It’s hard to be a hitman. The hours are unpredictable, the people are seedy, and sometimes you can’t even get a decent cup of tea.
In Harold Pinter’s 1960 play The Dumb Waiter, which opened at the Michael Pilch Studio in Week 6 of Hilary term, we see just how poorly our criminal brethren are treated on the job. Disgusting basement? Check. No gas for the kettle? Check. Cryptic instructions from a mysteriously absent boss? Double check. The lack of workplace protection laws is appalling.
The new production, directed by Alex Foster and Alex Hopkins-McQuillan, runs for a tense 50 minutes. Two hitmen, Ben (Noah Radcliffe-Adams) and Gus (Henry Calcutt) lounge on beds in a basement in Birmingham, waiting for their victim to arrive. Each has a revolver under his pillow. They are restless. Ben tries to ignore Gus’s steady stream of jabber, which ranges through everything from football to dishware. But the two men aren’t alone for long. They begin to receive strange messages through the basement dumbwaiter – scraps of paper demanding, oddly enough, Greek food. And steak and chips, and tea, and scampi, which, of course, Ben and Gus haven’t got. As the two men try to make sense of their situation, and claustrophobia sets in, it seems less and less likely that Ben and Gus will ever slay their victim. They might just murder each other first.
This is a black-box production, with audience members seated on three sides. The set is sparse, with only a couple of beds, a chair, and the omnipresent dumbwaiter, looming at the back of the basement like a vulture. Meanwhile, as the show proceeds, Ben and Gus litter the set with all sorts of detritus. It’s fun to watch (in the way that chaos is always fun to watch): food wrappers and cigarette boxes, newspaper pages, and Eccles-cake crumbs are scattered like confetti. It’s an effective stage image. The set gets messy as Ben and Gus get antsy.
This is my first time witnessing the directorial duo of Foster and Hopkins-McQuillan, having missed out on Quartet last term. Their style in The Dumb Waiter is by turns understated and overwhelming. If you’ve ever seen one cat grooming another, then inexplicably baring his teeth and trying to rip his buddy’s ear off, you have a good idea of how quickly the emotional stakes change in this play. Sometimes Ben and Gus glare at each other wordlessly for minutes. Moments later, they’re shouting, and nearby audience members seem in danger of catching a fist to the face. The rapid back-and-forth between these extremes is exhausting; yet it’s also magnetic, tracing Pinter’s script in all its weirdness.

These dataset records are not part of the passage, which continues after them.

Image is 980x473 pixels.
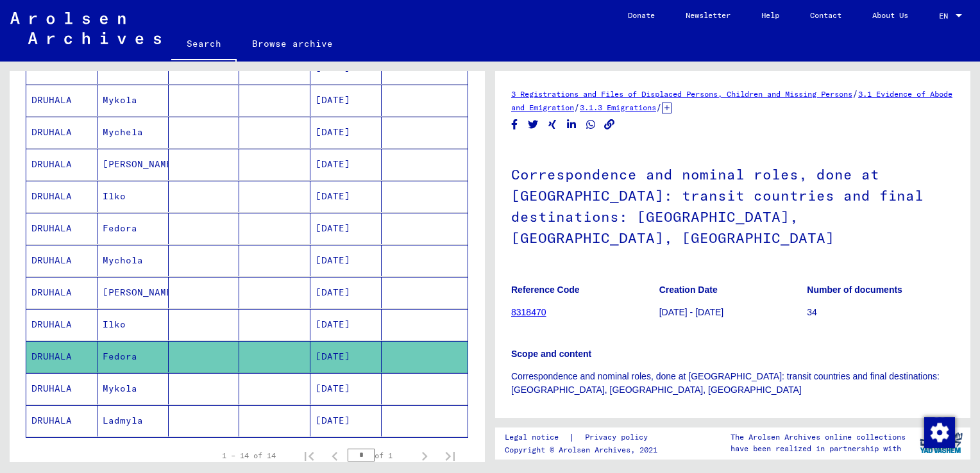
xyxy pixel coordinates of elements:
a: Legal notice [505,431,569,444]
span: / [574,101,580,113]
button: Share on Twitter [527,117,540,133]
mat-cell: Mykola [98,84,169,116]
mat-cell: [DATE] [311,405,382,437]
b: Reference Code [511,285,580,295]
mat-cell: [DATE] [311,181,382,212]
mat-cell: Fedora [98,341,169,372]
button: Share on WhatsApp [584,117,598,133]
a: Browse archive [237,28,348,59]
mat-cell: [DATE] [311,245,382,276]
mat-cell: [DATE] [311,213,382,244]
mat-cell: DRUHALA [27,181,98,212]
mat-cell: Mychola [98,245,169,276]
button: Share on Facebook [508,117,522,133]
mat-cell: [DATE] [311,373,382,404]
mat-cell: DRUHALA [27,277,98,308]
h1: Correspondence and nominal roles, done at [GEOGRAPHIC_DATA]: transit countries and final destinat... [511,145,955,265]
b: Creation Date [660,285,718,295]
mat-cell: [DATE] [311,341,382,372]
mat-cell: Mykola [98,373,169,404]
a: Privacy policy [575,431,664,444]
img: Change consent [925,418,955,448]
p: The Arolsen Archives online collections [731,432,906,443]
mat-cell: DRUHALA [27,309,98,340]
p: [DATE] - [DATE] [660,306,807,319]
a: 3.1.3 Emigrations [580,102,657,112]
mat-cell: [DATE] [311,117,382,148]
mat-cell: DRUHALA [27,341,98,372]
mat-cell: DRUHALA [27,117,98,148]
button: Share on LinkedIn [565,117,579,133]
mat-cell: DRUHALA [27,84,98,116]
mat-cell: [DATE] [311,309,382,340]
mat-cell: Fedora [98,213,169,244]
button: First page [297,443,322,469]
button: Previous page [322,443,347,469]
div: of 1 [347,450,412,462]
span: EN [939,12,953,20]
mat-cell: DRUHALA [27,245,98,276]
mat-cell: [DATE] [311,149,382,180]
div: 1 – 14 of 14 [222,450,276,462]
mat-cell: [DATE] [311,84,382,116]
img: Arolsen_neg.svg [10,12,161,44]
mat-cell: DRUHALA [27,405,98,437]
img: yv_logo.png [918,427,966,459]
mat-cell: DRUHALA [27,149,98,180]
b: Scope and content [511,349,592,359]
mat-cell: [PERSON_NAME] [98,277,169,308]
span: / [853,88,858,99]
p: have been realized in partnership with [731,443,906,455]
mat-cell: Ilko [98,181,169,212]
p: Correspondence and nominal roles, done at [GEOGRAPHIC_DATA]: transit countries and final destinat... [511,370,955,397]
button: Last page [437,443,463,469]
mat-cell: DRUHALA [27,213,98,244]
mat-cell: [DATE] [311,277,382,308]
mat-cell: DRUHALA [27,373,98,404]
button: Share on Xing [546,117,559,133]
span: / [657,101,662,113]
button: Next page [412,443,437,469]
a: 3 Registrations and Files of Displaced Persons, Children and Missing Persons [511,89,853,99]
b: Number of documents [807,285,903,295]
mat-cell: [PERSON_NAME] [98,149,169,180]
a: 8318470 [511,308,547,318]
a: Search [171,28,237,62]
mat-cell: Ladmyla [98,405,169,437]
mat-cell: Mychela [98,117,169,148]
p: Copyright © Arolsen Archives, 2021 [505,444,664,456]
button: Copy link [603,117,617,133]
p: 34 [807,306,955,319]
mat-cell: Ilko [98,309,169,340]
div: | [505,431,664,444]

And this is a difficult script to work with. Pinter is a master of dialect, drawing attention to the linguistic quirks of each character – Ben and Gus have a heated debate about whether one “lights the kettle” or “puts on the kettle” – but it’s never easy for an actor to adopt a language he’s unfamiliar with. It’s all the more impressive, then, that these actors never skip a beat. Radcliffe-Adams as Ben is vaguely cockney, hunching over his newspaper and exclaiming “cor!” at intervals. He’s a master of body language; even as he quietly lurches around the stage, the tension in his shoulders speaks to Ben’s muted anxieties. Meanwhile, Calcutt as Gus is all fluttery hands and nervous laughs, a very unlikely hitman. He’s effete, but Calcutt doesn’t make him a caricature; instead, we witness the very real moral qualms of a brutal killer who doesn’t see himself as, well, a brutal killer.

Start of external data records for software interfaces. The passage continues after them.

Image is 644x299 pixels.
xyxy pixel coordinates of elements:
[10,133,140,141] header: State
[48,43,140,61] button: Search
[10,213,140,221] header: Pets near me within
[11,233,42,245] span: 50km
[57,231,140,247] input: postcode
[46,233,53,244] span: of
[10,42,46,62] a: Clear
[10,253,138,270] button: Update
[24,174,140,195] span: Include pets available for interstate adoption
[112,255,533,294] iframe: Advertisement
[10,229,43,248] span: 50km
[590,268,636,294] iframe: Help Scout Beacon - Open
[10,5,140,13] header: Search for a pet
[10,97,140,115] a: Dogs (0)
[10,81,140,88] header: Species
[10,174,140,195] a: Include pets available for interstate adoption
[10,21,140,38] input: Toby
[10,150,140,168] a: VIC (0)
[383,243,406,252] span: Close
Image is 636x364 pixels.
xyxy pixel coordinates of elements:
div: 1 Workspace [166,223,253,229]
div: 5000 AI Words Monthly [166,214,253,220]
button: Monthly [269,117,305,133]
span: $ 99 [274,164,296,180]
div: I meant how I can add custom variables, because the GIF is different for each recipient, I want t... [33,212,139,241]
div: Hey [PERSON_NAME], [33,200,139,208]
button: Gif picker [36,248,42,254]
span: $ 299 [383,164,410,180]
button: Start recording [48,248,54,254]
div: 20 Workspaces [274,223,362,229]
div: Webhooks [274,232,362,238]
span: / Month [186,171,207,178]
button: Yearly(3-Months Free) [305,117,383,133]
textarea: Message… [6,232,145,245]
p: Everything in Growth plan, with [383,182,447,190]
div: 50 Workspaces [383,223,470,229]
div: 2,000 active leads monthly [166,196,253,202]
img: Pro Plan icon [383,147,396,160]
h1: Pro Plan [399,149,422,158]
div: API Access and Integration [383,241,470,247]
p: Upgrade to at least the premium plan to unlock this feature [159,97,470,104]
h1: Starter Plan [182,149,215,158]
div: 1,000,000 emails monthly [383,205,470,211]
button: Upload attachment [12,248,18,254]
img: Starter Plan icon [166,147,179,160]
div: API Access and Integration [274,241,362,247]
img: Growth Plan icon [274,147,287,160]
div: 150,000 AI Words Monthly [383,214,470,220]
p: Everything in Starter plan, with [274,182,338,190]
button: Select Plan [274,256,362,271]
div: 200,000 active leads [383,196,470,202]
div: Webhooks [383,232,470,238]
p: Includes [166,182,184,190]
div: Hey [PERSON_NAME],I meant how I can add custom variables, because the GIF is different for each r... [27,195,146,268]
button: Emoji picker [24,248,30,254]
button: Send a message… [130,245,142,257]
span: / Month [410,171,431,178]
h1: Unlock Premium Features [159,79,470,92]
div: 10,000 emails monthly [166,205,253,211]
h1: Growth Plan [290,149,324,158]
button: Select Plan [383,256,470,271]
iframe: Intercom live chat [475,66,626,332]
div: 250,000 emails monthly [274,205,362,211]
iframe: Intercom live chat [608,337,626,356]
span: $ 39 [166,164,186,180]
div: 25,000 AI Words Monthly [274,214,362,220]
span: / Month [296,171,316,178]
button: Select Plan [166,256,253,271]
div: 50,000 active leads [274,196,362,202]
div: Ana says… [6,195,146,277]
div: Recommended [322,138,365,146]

The Dumb Waiter is a wild ride. From a script that is basically Waiting for Godot meets The Odd Couple, this team has sculpted a tight production that will leave you thinking, even as you flee the small theatre with something like relief. You get to leave the cramped basement room, but Ben and Gus? They don’t have the option. It makes you wonder if – were you held in a musty basement, fed impossible instructions, and forced to wait, and wait, and wait – you’d start acting dumb too. And dumb, as we learn, can be dangerous.